For our ancestors, even as recently as the 19th Century in many places, survival skills were hands-on. If you didn’t know how to build a house, farm, hunt, butcher animals, sew, and cook, you couldn’t provide well for your family. Money skills were largely worthless.
It’s completely different today. Providing for yourself and your family requires knowing how to earn enough money, spend wisely, save for future needs, protect your assets, maintain good credit, and build an emergency fund. More importantly, you need to be able to apply these skills.
As critical as money skills are, if actions are more important than words, then it is clear that we don’t really value those skills.
While requirements to graduate from high school differ from state to state, it’s common that courses in English, math, science, social studies, the arts, and a foreign language are necessary to graduate. A course in personal finance is rarely required. A young adult who graduates with good English and math skills, a knowledge of history, a grounding in science, and some fluency in French is still not equipped with the money skills needed to survive in our modern society
Some states, including South Dakota, do require a half-year course in either personal finance or economics to graduate from high school, but there is no requirement they choose personal finance. There is a laughable difference between personal finance and economics. Economics isn’t something that is understood by economists. A course in economics may be good for philosophical late-night discussions at your favorite pub, but it doesn’t come close to equipping you with essential financial life skills.

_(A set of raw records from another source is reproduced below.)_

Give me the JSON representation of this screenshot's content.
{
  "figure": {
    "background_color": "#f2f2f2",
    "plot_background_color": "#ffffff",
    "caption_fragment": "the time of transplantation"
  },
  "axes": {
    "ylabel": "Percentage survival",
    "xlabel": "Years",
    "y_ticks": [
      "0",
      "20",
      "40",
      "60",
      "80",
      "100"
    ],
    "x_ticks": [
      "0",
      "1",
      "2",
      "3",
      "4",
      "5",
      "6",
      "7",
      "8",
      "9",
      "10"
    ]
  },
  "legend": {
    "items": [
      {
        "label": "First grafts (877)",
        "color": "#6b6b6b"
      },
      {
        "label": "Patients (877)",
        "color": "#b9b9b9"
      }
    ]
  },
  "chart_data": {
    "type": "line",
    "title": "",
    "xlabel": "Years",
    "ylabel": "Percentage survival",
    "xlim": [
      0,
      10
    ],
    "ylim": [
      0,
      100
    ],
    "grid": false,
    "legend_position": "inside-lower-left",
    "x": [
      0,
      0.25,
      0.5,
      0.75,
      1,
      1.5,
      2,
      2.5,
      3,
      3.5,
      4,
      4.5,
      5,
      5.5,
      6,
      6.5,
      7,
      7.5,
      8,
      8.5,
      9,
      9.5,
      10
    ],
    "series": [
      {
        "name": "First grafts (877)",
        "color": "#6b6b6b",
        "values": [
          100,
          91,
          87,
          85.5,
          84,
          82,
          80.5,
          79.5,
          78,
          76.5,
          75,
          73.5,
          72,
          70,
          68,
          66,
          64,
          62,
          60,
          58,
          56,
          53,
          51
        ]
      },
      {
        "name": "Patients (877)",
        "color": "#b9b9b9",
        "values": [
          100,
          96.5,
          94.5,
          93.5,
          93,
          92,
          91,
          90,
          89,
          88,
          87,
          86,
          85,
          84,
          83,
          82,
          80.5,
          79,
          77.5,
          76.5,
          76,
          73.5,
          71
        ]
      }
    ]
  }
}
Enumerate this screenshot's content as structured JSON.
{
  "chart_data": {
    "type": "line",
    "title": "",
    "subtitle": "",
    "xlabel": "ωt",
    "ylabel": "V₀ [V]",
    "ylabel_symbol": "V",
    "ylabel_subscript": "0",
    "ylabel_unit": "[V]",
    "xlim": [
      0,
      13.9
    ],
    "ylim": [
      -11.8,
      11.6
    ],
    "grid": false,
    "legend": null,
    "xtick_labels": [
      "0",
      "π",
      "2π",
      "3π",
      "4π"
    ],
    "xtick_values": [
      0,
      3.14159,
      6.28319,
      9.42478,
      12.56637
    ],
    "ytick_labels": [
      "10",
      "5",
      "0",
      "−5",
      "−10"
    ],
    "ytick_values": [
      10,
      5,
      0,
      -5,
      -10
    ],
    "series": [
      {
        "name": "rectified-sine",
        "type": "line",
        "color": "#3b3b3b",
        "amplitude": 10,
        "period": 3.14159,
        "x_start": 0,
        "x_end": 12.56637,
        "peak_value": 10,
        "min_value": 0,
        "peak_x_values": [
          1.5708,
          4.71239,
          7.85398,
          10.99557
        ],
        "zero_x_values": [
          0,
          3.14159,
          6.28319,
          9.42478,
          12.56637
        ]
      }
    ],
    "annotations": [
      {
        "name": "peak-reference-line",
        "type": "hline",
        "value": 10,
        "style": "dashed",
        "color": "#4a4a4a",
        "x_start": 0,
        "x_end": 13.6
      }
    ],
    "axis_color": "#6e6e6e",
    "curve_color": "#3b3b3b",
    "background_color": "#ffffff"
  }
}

Ironically, there is one instance where a course on personal finance is required: after a person files for bankruptcy and before it is discharged. “While the requirement has good intentions, the education is far too late,” says Bonnie Spain, executive director of the Rushmore Consumer Credit Resource Center, Rapid City, SD.
Despite the importance of knowledge in personal finance, it is only half of the equation when it comes to developing money skills. The other half is the ability to apply the knowledge. If personal financial knowledge isn’t put into action, it is essentially worthless.
In my experience, one of the most common reasons a person doesn’t apply financial knowledge is because of emotional obstacles. Some of these include familial and cultural beliefs around money. These can actually thwart a person’s ability to apply even the best training in money skills.
Helping students increase their financial knowledge is a start, but it isn’t enough. This was confirmed for me when I heard a talk by Louis Barajas, CFP®, a financial planner and author focused on helping people get out of poverty. He said, “All the financial literacy in the world is not going to help the poor.”
He described some of the unconscious cultural beliefs—which I would call money scripts—that can keep people from breaking out of poverty. A few of them are:
- A sense of fatalism, that “this is just how things will be.”
- A group dynamic where anyone who reaches for too much success is pulled back down into the community’s financial comfort zone.
- A victim mentality of blaming and feeling powerless to change.
- An assumption that working for someone else is the only option.
- Relying for financial advice on the wealthiest or most successful person in the neighborhood, without the knowledge to evaluate the validity of that advice.
It’s easier to teach personal financial knowledge than to address a person’s emotional and cultural money scripts. If we are to equip people with 21st Century money skills, it’s crucial that we address both.